Share
×
Inspirational Quotes
Authors
Professions
Topics
Tags
Quote
A certain amount of opposition is a great help to a man. Kites rise against, not with, the wind.
Lewis Mumford
Share
Change background
T
T
T
Change font
Original
TAGS & TOPICS
Lewis Mumford
Age: 94 †
Born: 1895
Born: October 19
Died: 1990
Died: January 26
Architect
Architectural Theoretician
Historian
Historian Of Technology
Journalist
Literary Critic
Philosopher
Screenwriter
Sociologist
Flushing
Long Island
Wind
Flexibility
Amount
Opposition
Help
Determination
Inspirational
Adversity
Helping
Rise
Certain
Failure
Great
Motivational
Men
Courage
Kites
More quotes by Lewis Mumford
The ultimate gift of conscious life is a sense of the mystery that encompasses it.
Lewis Mumford
Without leisure there can be neither art nor science nor fine conversation, nor any ceremonious performance of the offices of love and friendship.
Lewis Mumford
In vulgar usage, progress has come to mean limitless movement in space and time, accompanied, necessarily, by an equally limitless command of energy: culminating in limitless destruction.
Lewis Mumford
Every generation revolts against its fathers and makes friends with its grandfathers.
Lewis Mumford
Chaos, if it does not harden into a pattern of disorder, may be more fruitful than a regularity too easily accepted and a success too easily achieved.
Lewis Mumford
If we never met again in our lives I should feel that somehow the whole adventure of existence was justified by my having met you.
Lewis Mumford
The very people who shudder over the cruelty of the hunter are apt to forget that slaughter, in the grimmest sense of the word, is a process they entrust daily to the butcher and that unlike the game of the forests, even the dumbest creatures of the slaughterhouse know what is in store for them.
Lewis Mumford
A picture was once a rare sort of symbol, rare enough to call for attentive concentration. Now it is the actual experience that is rare, and the picture has become ubiquitous.
Lewis Mumford
The settlement of America had its origins in the unsettlement of Europe. America came into existence when the European was already so distant from the ancient ideas and ways of his birthplace that the whole span of the Atlantic did not widen the gulf.
Lewis Mumford
When cities were first founded, an old Egyptian scribe tells us, the mission of the founder was to 'put gods in their shrines.' The task of the coming city is not essentially different: its mission is to put the highest concerns of man at the center of all his activities.
Lewis Mumford
Mechanical instruments, potentially a vehicle of rational human purposes, are scarcely a blessing when they enable the gossip of the village idiot and the deeds of the thug to be broadcast to a million people each day.
Lewis Mumford
By his very success in inventing labor-saving devices, modern man has manufactured an abyss of boredom that only the privileged classes in earlier civilizations have ever fathomed.
Lewis Mumford
The artist does not illustrate science ... [but] he frequently responds to the same interests that a scientist does, and expresses by a visual synthesis what the scientist converts into analytical formulae or experimental demonstrations.
Lewis Mumford
Life is the only art that we are required to practice without preparation, and without being allowed the preliminary trials, the failures and botches, that are essential for the training...
Lewis Mumford
Adding highway lanes to deal with traffic congestion is like loosening your belt to cure obesity.
Lewis Mumford
Geneva has the sleepy tidiness of a man who combs his hair while yet in his pyjamas.
Lewis Mumford
Faith in the creative process, in the dynamics of emergence, in the values and purposes that transcend past achievements and past forms, is the precondition of all further growth.
Lewis Mumford
As for the various kinds of montage photography, they are in reality not photography at all but a kind of painting in which photography is used - as pastiches of textiles are used in crazy-quilts - to form a mosaic. Whatever value the montage may have derives from painting rather than the camera.
Lewis Mumford
Every transformation of humanity has rested upon deep stirrings and intuitions, whose rationalized expression takes the form of a new picture of the cosmos and the nature of the human.
Lewis Mumford
In its revolt against congestion and sordor, a space-hungry generation has, I fear, developed eyes that are bigger than its stomach.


Work instructions. Starting at the line with "What's the underlying", return every line through the final one of the data, word for word. Pictures stay out.

* * * * * * *

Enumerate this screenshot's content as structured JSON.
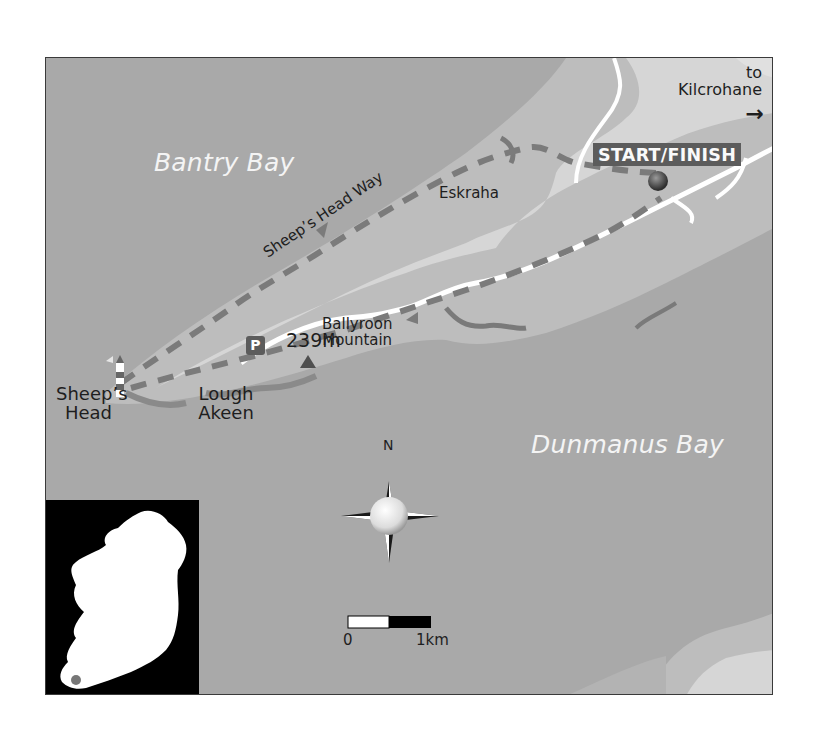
{
  "map": {
    "sea_labels": {
      "bantry": "Bantry Bay",
      "dunmanus": "Dunmanus Bay"
    },
    "places": {
      "sheeps_head_line1": "Sheep’s",
      "sheeps_head_line2": "Head",
      "lough_line1": "Lough",
      "lough_line2": "Akeen",
      "eskraha": "Eskraha",
      "mountain_line1": "Ballyroon",
      "mountain_line2": "Mountain",
      "elevation": "239m"
    },
    "route": {
      "name": "Sheep’s Head Way",
      "start_finish": "START/FINISH"
    },
    "direction": {
      "line1": "to",
      "line2": "Kilcrohane",
      "arrow": "→"
    },
    "parking": "P",
    "compass": {
      "north": "N"
    },
    "scale": {
      "start": "0",
      "end": "1km"
    },
    "colors": {
      "sea": "#a9a9a9",
      "land_mid": "#bdbdbd",
      "land_high": "#d6d6d6",
      "route_dash": "#7b7b7b",
      "road": "#ffffff",
      "badge": "#5c5c5c"
    }
  }
}
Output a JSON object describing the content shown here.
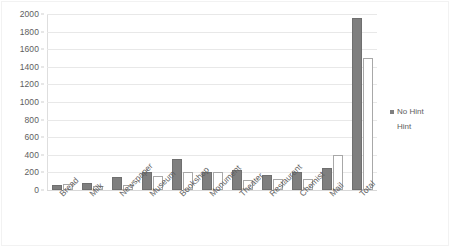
{
  "chart_data": {
    "type": "bar",
    "title": "",
    "subtitle": "",
    "xlabel": "",
    "ylabel": "",
    "ylim": [
      0,
      2000
    ],
    "ytick_step": 200,
    "yticks": [
      0,
      200,
      400,
      600,
      800,
      1000,
      1200,
      1400,
      1600,
      1800,
      2000
    ],
    "ytick_labels": [
      "0",
      "200",
      "400",
      "600",
      "800",
      "1000",
      "1200",
      "1400",
      "1600",
      "1800",
      "2000"
    ],
    "grid": true,
    "grid_axis": "y",
    "legend_position": "right",
    "categories": [
      "Bread",
      "Milk",
      "Newspaper",
      "Museum",
      "Bookshop",
      "Monument",
      "Theater",
      "Restaurant",
      "Chemist",
      "Mail",
      "Total"
    ],
    "series": [
      {
        "name": "No Hint",
        "color": "#7f7f7f",
        "values": [
          60,
          80,
          150,
          200,
          350,
          200,
          230,
          170,
          200,
          250,
          1950
        ]
      },
      {
        "name": "Hint",
        "color": "#ffffff",
        "values": [
          70,
          40,
          60,
          160,
          200,
          200,
          110,
          130,
          120,
          400,
          1500
        ]
      }
    ]
  },
  "legend": {
    "entries": [
      {
        "label": "No Hint",
        "swatch": "filled"
      },
      {
        "label": "Hint",
        "swatch": "hollow"
      }
    ]
  },
  "colors": {
    "series_no_hint": "#7f7f7f",
    "series_hint": "#ffffff",
    "series_hint_outline": "#a8a8a8",
    "gridline": "#e8e8e8",
    "axis": "#d8d8d8",
    "text": "#5e5e5e",
    "background": "#ffffff"
  }
}
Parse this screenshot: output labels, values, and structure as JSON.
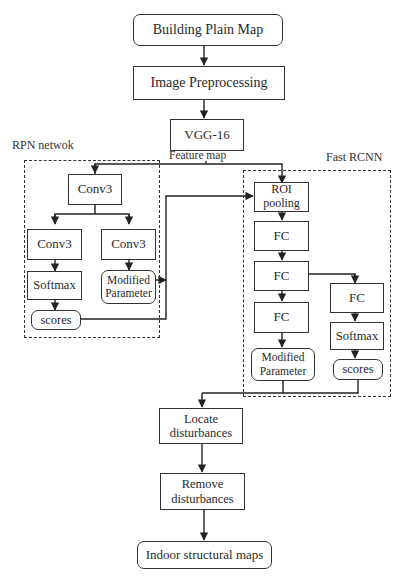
{
  "diagram": {
    "type": "flowchart",
    "title": "",
    "nodes": {
      "building_plain_map": "Building Plain Map",
      "image_preprocessing": "Image Preprocessing",
      "vgg16": "VGG-16",
      "feature_map_label": "Feature map",
      "rpn": {
        "group_label": "RPN netwok",
        "conv3_top": "Conv3",
        "conv3_left": "Conv3",
        "conv3_right": "Conv3",
        "softmax": "Softmax",
        "modified_parameter": "Modified Parameter",
        "scores": "scores"
      },
      "fast_rcnn": {
        "group_label": "Fast RCNN",
        "roi_pooling": "ROI pooling",
        "fc1": "FC",
        "fc2": "FC",
        "fc3": "FC",
        "fc_branch": "FC",
        "softmax": "Softmax",
        "modified_parameter": "Modified Parameter",
        "scores": "scores"
      },
      "locate_disturbances": "Locate disturbances",
      "remove_disturbances": "Remove disturbances",
      "indoor_structural_maps": "Indoor structural maps"
    },
    "edges": [
      [
        "Building Plain Map",
        "Image Preprocessing"
      ],
      [
        "Image Preprocessing",
        "VGG-16"
      ],
      [
        "VGG-16 (Feature map)",
        "RPN Conv3"
      ],
      [
        "VGG-16 (Feature map)",
        "ROI pooling"
      ],
      [
        "RPN Conv3",
        "Conv3 (left)"
      ],
      [
        "RPN Conv3",
        "Conv3 (right)"
      ],
      [
        "Conv3 (left)",
        "Softmax"
      ],
      [
        "Softmax",
        "scores"
      ],
      [
        "Conv3 (right)",
        "Modified Parameter"
      ],
      [
        "scores (RPN)",
        "ROI pooling"
      ],
      [
        "ROI pooling",
        "FC"
      ],
      [
        "FC",
        "FC"
      ],
      [
        "FC",
        "FC"
      ],
      [
        "FC",
        "FC (branch)"
      ],
      [
        "FC (branch)",
        "Softmax"
      ],
      [
        "Softmax",
        "scores"
      ],
      [
        "FC",
        "Modified Parameter"
      ],
      [
        "Modified Parameter (Fast RCNN)",
        "Locate disturbances"
      ],
      [
        "scores (Fast RCNN)",
        "Locate disturbances"
      ],
      [
        "Locate disturbances",
        "Remove disturbances"
      ],
      [
        "Remove disturbances",
        "Indoor structural maps"
      ]
    ]
  }
}
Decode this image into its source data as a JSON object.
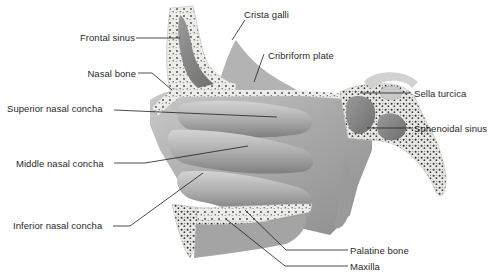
{
  "figure": {
    "colors": {
      "background": "#ffffff",
      "bone_cortex": "#e9e9e6",
      "bone_spongy_dots": "#3a3a3a",
      "soft_tissue_light": "#bdbdbd",
      "soft_tissue_mid": "#9c9c9c",
      "soft_tissue_dark": "#7a7a7a",
      "sinus_cavity": "#8a8a8a",
      "leader_line": "#1e1e1e",
      "label_text": "#2a2a2a"
    },
    "labels": [
      {
        "id": "frontal-sinus",
        "text": "Frontal sinus",
        "side": "left"
      },
      {
        "id": "crista-galli",
        "text": "Crista galli",
        "side": "top"
      },
      {
        "id": "cribriform-plate",
        "text": "Cribriform plate",
        "side": "top"
      },
      {
        "id": "nasal-bone",
        "text": "Nasal bone",
        "side": "left"
      },
      {
        "id": "superior-nasal-concha",
        "text": "Superior nasal concha",
        "side": "left"
      },
      {
        "id": "sella-turcica",
        "text": "Sella turcica",
        "side": "right"
      },
      {
        "id": "sphenoidal-sinus",
        "text": "Sphenoidal sinus",
        "side": "right"
      },
      {
        "id": "middle-nasal-concha",
        "text": "Middle nasal concha",
        "side": "left"
      },
      {
        "id": "inferior-nasal-concha",
        "text": "Inferior nasal concha",
        "side": "left"
      },
      {
        "id": "palatine-bone",
        "text": "Palatine bone",
        "side": "right"
      },
      {
        "id": "maxilla",
        "text": "Maxilla",
        "side": "right"
      }
    ]
  }
}
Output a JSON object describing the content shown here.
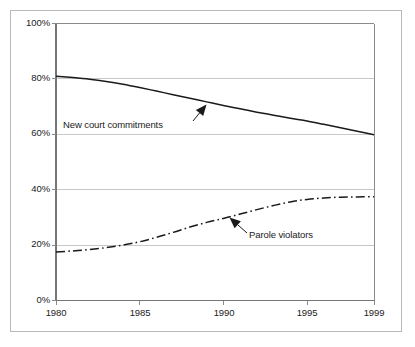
{
  "chart_data": {
    "type": "line",
    "title": "",
    "xlabel": "",
    "ylabel": "",
    "xlim": [
      1980,
      1999
    ],
    "ylim": [
      0,
      100
    ],
    "grid": true,
    "legend_position": "inline-annotations",
    "y_ticks": [
      "0%",
      "20%",
      "40%",
      "60%",
      "80%",
      "100%"
    ],
    "y_tick_values": [
      0,
      20,
      40,
      60,
      80,
      100
    ],
    "x_ticks": [
      "1980",
      "1985",
      "1990",
      "1995",
      "1999"
    ],
    "x_tick_values": [
      1980,
      1985,
      1990,
      1995,
      1999
    ],
    "x": [
      1980,
      1981,
      1982,
      1983,
      1984,
      1985,
      1986,
      1987,
      1988,
      1989,
      1990,
      1991,
      1992,
      1993,
      1994,
      1995,
      1996,
      1997,
      1998,
      1999
    ],
    "series": [
      {
        "name": "New court commitments",
        "style": "solid",
        "color": "#1a1a1a",
        "values": [
          81.0,
          80.5,
          79.9,
          79.1,
          78.1,
          76.9,
          75.6,
          74.3,
          73.0,
          71.7,
          70.4,
          69.2,
          68.0,
          66.9,
          65.8,
          64.8,
          63.6,
          62.4,
          61.1,
          59.8
        ]
      },
      {
        "name": "Parole violators",
        "style": "dash-dot",
        "color": "#1a1a1a",
        "values": [
          17.5,
          17.9,
          18.4,
          19.1,
          20.0,
          21.2,
          22.8,
          24.6,
          26.5,
          28.2,
          29.6,
          31.2,
          32.8,
          34.3,
          35.6,
          36.5,
          37.0,
          37.3,
          37.4,
          37.5
        ]
      }
    ],
    "annotations": [
      {
        "label": "New court commitments",
        "points_to_series": "New court commitments",
        "arrow_direction": "up-right"
      },
      {
        "label": "Parole violators",
        "points_to_series": "Parole violators",
        "arrow_direction": "up-left"
      }
    ]
  },
  "axes": {
    "y_labels": [
      "100%",
      "80%",
      "60%",
      "40%",
      "20%",
      "0%"
    ],
    "x_labels": [
      "1980",
      "1985",
      "1990",
      "1995",
      "1999"
    ]
  },
  "annotations": {
    "new_court_commitments": "New court commitments",
    "parole_violators": "Parole violators"
  },
  "colors": {
    "line": "#1a1a1a",
    "grid": "#c8c8c8",
    "axis": "#8a8a8a",
    "frame": "#b9b9b9",
    "text": "#1b1b1b",
    "background": "#ffffff"
  }
}
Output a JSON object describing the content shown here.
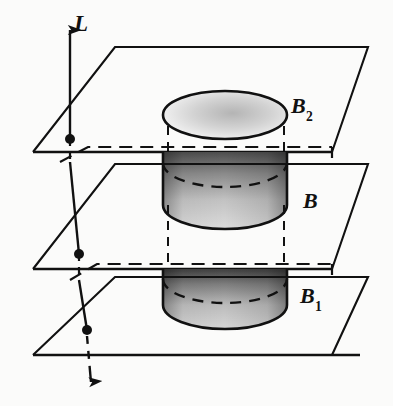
{
  "figure": {
    "background_color": "#fbfbfa",
    "stroke_color": "#111111",
    "labels": {
      "line": "L",
      "top_disk": "B",
      "top_disk_sub": "2",
      "middle_solid": "B",
      "lower_solid": "B",
      "lower_solid_sub": "1"
    },
    "elements": {
      "line_name": "L",
      "line_direction": "vertical",
      "arrow_top": "up-arrow",
      "arrow_bottom": "down-arrow",
      "plane_count": 3,
      "plane_shape": "parallelogram",
      "solid_shape": "cylinder",
      "intersection_dots": 3,
      "hidden_edge_style": "dashed"
    },
    "geometry": {
      "planes": [
        {
          "name": "top-plane",
          "points": "115,47 368,47 332,152 33,152",
          "dot": {
            "x": 70,
            "y": 139
          },
          "back_edge_dashed": "60,159 88,147 332,147 332,165"
        },
        {
          "name": "middle-plane",
          "points": "115,164 368,164 332,269 33,269",
          "dot": {
            "x": 79,
            "y": 254
          },
          "back_edge_dashed": "70,273 97,262 332,262 332,280"
        },
        {
          "name": "bottom-plane",
          "points": "115,277 368,277 332,355 33,355",
          "dot": {
            "x": 87,
            "y": 330
          },
          "back_edge_dashed": ""
        }
      ],
      "cylinder": {
        "left_x": 163,
        "right_x": 287,
        "center_x": 225,
        "top_ellipse_cy": 115,
        "ellipse_ry": 24,
        "ellipse_rx": 62,
        "middle_bottom_cy": 225,
        "lower_bottom_cy": 325,
        "shading": "gradient-dark-top-light-bottom"
      }
    },
    "colors": {
      "ink": "#111111",
      "cylinder_dark": "#6f6f6f",
      "cylinder_light": "#d9d9d9",
      "disk_fill": "#efefef",
      "disk_stipple": "#b9b9b9",
      "paper": "#fbfbfa"
    }
  }
}
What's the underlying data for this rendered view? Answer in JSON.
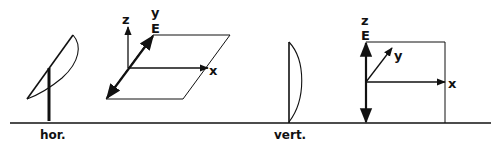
{
  "diagram": {
    "type": "antenna-polarization",
    "colors": {
      "ink": "#111111",
      "background": "#ffffff"
    },
    "panels": [
      {
        "id": "horizontal",
        "caption": "hor.",
        "antenna": "tilted dish on mast",
        "axes": {
          "z": "z",
          "y": "y",
          "x": "x",
          "field": "E"
        },
        "field_plane": "horizontal parallelogram (xy-plane)",
        "field_direction": "along y"
      },
      {
        "id": "vertical",
        "caption": "vert.",
        "antenna": "vertical dish",
        "axes": {
          "z": "z",
          "y": "y",
          "x": "x",
          "field": "E"
        },
        "field_plane": "vertical rectangle (xz-plane)",
        "field_direction": "along z"
      }
    ]
  }
}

* * * * * * *

Answer to this exercise.
What's the underlying data for this rendered view? Answer in JSON.
{
  "diagram": {
    "type": "antenna-polarization",
    "colors": {
      "ink": "#111111",
      "background": "#ffffff"
    },
    "panels": [
      {
        "id": "horizontal",
        "caption": "hor.",
        "antenna": "tilted dish on mast",
        "axes": {
          "z": "z",
          "y": "y",
          "x": "x",
          "field": "E"
        },
        "field_plane": "horizontal parallelogram (xy-plane)",
        "field_direction": "along y"
      },
      {
        "id": "vertical",
        "caption": "vert.",
        "antenna": "vertical dish",
        "axes": {
          "z": "z",
          "y": "y",
          "x": "x",
          "field": "E"
        },
        "field_plane": "vertical rectangle (xz-plane)",
        "field_direction": "along z"
      }
    ]
  }
}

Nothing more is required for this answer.